I’m trying to save a reference variable of an actor in my Game Manager blueprint class via the button in the screenshot below. But that button is disabled and I have no idea why. It’s disabled and when I mouse over it says “Use selected actor from the level editor” which is exactly what I’m trying to do. I selected the actor in my level and I want to save that as my default value of my variable i have selected. Both are the same exact blueprint class type.
Anyway, because I cannot do this I have to resort to saving the variable reference like this and it seems hacky. “Get all actors of class with tag”. and I have to tag them in the level editor… Seems stupid that I have to do this. I must be doing something wrong. Is it possible that this “Use selected actor from the level editor” feature does not work specifically in a Game Mode class? The thing is, I want to specifically reference this actor from the Game Mode, but maybe that’s bad practice?

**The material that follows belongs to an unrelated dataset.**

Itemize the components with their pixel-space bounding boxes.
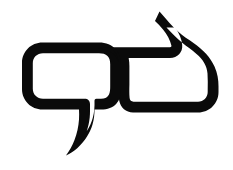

I don’t think you are doing something wrong: not being able to select an Actor instance in a specific Level from a Blueprint variable default is the intended behavior for various reasons (one of which is the fact the Blueprint might be used elsewhere without the level being loaded…)
Only “Level Blueprints” might do this, as they are integral part of a Level.
So, your solution with “Get All Actors of Class with Tag” seems OK.
Though, referencing a specific actor in a level from a Blueprint default might not be the best practice: what do you expect if you have a new level than the one with the actor ? Maybe it should be designed differently, but obviously it really depends on the needs and constraints of the project
Okay so then then I have to noobishy ask. How am I supposed to get a reference to an actor in my level? Or is it expected that I dynamically create/spawn all actors through code/nodes? Because I can but that seems awkward in some cases. Because in my game I have a card game with a board and some various table top actors I’ll interact with. In my level I placed various actors on the table and I want them in those exact positions. If I dynamically spawn everything then I’ll have to program in exact locations in my set location node which seems odd when I can just place the object in the level because it’s easier…
That being said, for my deck of cards I am dynamically spawning them and initializing their position to the position of the “deck actor” on the table. That’s fine but again, the “deck actor” I had to use “get all actors of class by tag” to get a reference too which seems odd.
Sure this seems odd But that’s the only solution that really scales for larger games: with many levels (possibly even open world), online / networked, large teams working on the game, etc.
UE was designed for such constraints, and as so, things have to be done a bit differently than for a small solo indie game with one level.
So in the usual case, you are expected either to look for actors differently than a direct reference (“Get All Actors of Class with Tag” is a valid exemple, but there is other ways), or to spawn actors.
Try to study the Epic sample “Cropout” game. Even such a simple game, with only one level, is designed like this.
However, you actually can do what you want to do with “Level Blueprints”: you can reference the existing actors in the level directly (and then for example, feed that data to the Game Mode). But people realized that Level Blueprints are not scaling at all for larger projects, as they become sooner or later too complex / bloated / hard to update.